Losing points: At issue is a points-based attendance system BNSF rolled out in February, CNBC noted.
This system helped the operator streamline administration and avoid discrimination suits — at the cost of infuriating many rail workers, Texas-based D Magazine reported earlier this year.
- Walmart and Amazon also use pointsbased systems.
- These companies, however, are almost entirely non-union.
Burning out: Union leaders said the relentless pace of work during the combined supply chain and pandemic-related crises had pushed them to a breaking point
- “We’re facing the potential of a strike because the railroad refuses to grant one single day of sick time,” Ron Kaminkow of the Brotherhood of Locomotive Engineers and Trainmen — one of the outstanding unions — told the Post.
- “It’s about the phone rings at 2 a.m. to be at work at 4 a.m. after just 10 hours of rest,” Kaminkow said. “It’s about not knowing when you’re coming home and being penalized with discipline up to firing if you need to go to the doctor.”
Battery material mining linked to deforestation
Industrial mining in Indonesia was a major contributor to tropical deforestation over the past two decades, a new paper has found.
Deforestation for minerals: The study, published in the Proceedings of the National Academy of Sciences on Monday, raises questions about Indonesia’s push to be a sustainable source for the minerals needed worldwide for clean tech.
- Indonesia is by far the world’s leading producer of nickel, according to the
U.S. Geological Survey. - Nickel is a critical material for producing electric vehicle batteries.
Urgent questions: “Against the rapidly growing demands for minerals, in particular for metals for renewable energy and e-mobility technologies, government and industry policies must take into account both the direct and indirect impacts of extraction,” coauthor Anthony Bebbington, of Clark University said in a statement.
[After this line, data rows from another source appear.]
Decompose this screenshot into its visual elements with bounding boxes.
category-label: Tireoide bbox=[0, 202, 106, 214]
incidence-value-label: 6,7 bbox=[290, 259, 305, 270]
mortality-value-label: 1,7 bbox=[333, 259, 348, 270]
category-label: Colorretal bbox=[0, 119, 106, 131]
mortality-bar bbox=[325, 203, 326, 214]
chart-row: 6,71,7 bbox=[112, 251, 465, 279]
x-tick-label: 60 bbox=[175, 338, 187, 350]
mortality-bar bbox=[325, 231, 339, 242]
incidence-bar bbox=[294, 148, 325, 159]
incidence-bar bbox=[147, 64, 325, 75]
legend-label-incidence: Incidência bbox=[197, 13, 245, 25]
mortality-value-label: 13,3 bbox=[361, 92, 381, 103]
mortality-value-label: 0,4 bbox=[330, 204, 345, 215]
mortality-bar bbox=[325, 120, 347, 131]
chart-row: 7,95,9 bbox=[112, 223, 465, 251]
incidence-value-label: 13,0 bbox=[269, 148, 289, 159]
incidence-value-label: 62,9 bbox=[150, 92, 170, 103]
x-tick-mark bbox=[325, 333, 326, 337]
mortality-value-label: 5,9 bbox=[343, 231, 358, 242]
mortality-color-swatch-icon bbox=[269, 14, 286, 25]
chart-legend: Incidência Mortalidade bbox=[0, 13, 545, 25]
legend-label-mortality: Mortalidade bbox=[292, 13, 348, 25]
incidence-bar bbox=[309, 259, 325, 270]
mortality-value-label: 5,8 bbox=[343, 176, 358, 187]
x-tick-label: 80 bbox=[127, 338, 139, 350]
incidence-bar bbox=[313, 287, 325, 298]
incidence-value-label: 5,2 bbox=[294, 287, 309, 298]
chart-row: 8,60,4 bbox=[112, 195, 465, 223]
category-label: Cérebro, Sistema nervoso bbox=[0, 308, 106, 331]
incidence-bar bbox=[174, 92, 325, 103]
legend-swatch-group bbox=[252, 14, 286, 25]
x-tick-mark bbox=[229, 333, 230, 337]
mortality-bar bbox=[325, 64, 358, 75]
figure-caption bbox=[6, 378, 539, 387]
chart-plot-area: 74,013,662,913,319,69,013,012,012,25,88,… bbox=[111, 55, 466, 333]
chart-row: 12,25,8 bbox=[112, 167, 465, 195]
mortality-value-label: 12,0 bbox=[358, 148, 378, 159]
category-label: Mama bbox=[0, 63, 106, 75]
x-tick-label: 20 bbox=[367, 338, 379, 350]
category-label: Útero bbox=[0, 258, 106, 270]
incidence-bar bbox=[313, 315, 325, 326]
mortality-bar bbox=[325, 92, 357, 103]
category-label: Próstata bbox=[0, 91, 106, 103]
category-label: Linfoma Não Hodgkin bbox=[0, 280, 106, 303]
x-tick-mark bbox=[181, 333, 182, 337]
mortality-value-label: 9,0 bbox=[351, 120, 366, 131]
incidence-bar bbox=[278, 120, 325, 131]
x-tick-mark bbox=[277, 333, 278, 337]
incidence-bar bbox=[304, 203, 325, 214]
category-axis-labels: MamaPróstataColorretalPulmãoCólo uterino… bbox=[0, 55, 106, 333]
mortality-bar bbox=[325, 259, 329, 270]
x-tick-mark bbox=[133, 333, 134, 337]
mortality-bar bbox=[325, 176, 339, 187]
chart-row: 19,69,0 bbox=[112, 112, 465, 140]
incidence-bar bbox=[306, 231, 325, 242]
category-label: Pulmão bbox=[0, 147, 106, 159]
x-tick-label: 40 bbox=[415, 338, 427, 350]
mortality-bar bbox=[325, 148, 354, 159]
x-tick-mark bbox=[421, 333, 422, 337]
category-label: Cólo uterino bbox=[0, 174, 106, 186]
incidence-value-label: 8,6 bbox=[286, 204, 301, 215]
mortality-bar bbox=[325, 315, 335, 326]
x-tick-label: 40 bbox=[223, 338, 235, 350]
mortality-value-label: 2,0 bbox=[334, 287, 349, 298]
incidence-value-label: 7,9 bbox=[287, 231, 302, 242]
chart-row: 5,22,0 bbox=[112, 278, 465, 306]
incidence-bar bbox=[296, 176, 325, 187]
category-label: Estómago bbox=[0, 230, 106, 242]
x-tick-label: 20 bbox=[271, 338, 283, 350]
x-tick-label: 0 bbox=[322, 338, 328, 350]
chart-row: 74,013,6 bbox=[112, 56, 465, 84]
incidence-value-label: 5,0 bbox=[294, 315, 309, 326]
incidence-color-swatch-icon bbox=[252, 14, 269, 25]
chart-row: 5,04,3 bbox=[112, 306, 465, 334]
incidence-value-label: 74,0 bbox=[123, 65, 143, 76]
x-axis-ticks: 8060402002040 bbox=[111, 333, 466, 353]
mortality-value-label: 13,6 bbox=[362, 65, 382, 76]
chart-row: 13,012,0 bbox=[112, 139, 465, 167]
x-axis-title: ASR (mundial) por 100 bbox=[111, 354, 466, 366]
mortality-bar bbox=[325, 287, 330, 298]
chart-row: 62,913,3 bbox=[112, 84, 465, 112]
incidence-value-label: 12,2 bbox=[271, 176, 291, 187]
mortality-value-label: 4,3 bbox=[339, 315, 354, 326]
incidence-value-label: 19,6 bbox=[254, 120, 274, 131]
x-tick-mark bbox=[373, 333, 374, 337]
Nearly 60 percent of all deforestation for the purposes of mining between 2000 and 2019 happened in Indonesia, according to the PNAS study.
Monday Miscellanies
Why Maine lobsters are (so far) not hurting from climate change, rising heat hits Hong Kong housing and a new payment system takes aim at mass shootings.
Despite changing climate, Maine’s lobsters are doing fine
- While the Gulf of Maine is undergoing rapid warming — conditions that could hamper lobster survival — the 2022 lobster catch has remained strong thus far, according to The Washington Post. The lobster industry has engineered flexible transportation mechanisms that can keep the animals alive and healthy in high temperatures, while primary predators have decreased due to overfishing, the Post reported.
Climate change worsening Hong Kong’s housing crisis
- Soaring real estate prices and long waits for public housing in Hong Kong have pushed the city’s poorest into residences that fail to withstand oppressive summer heat, The Washington Post reported. A 2021 report showed that about 220,000 people — 3 percent of the city’s population — lived in crowded rooftop huts and subdivided apartments, which were 9-11 degrees Fahrenheit hotter than outdoors, according to the Post.
Could a new payment code for guns head off mass shootings?
- Credit card companies Visa, American Express and Mastercard agreed on Sunday to begin using a new international code for purchases from gun stores — a measure gun safety advocates have flagged as a means of avoiding mass shootings, The New York Times reported. That builds on an existing debate that has raged all year over whether environment, social and governance (ESG) funds should be investing in firearms at all, as the conservative Competitive Enterprise Institute noted.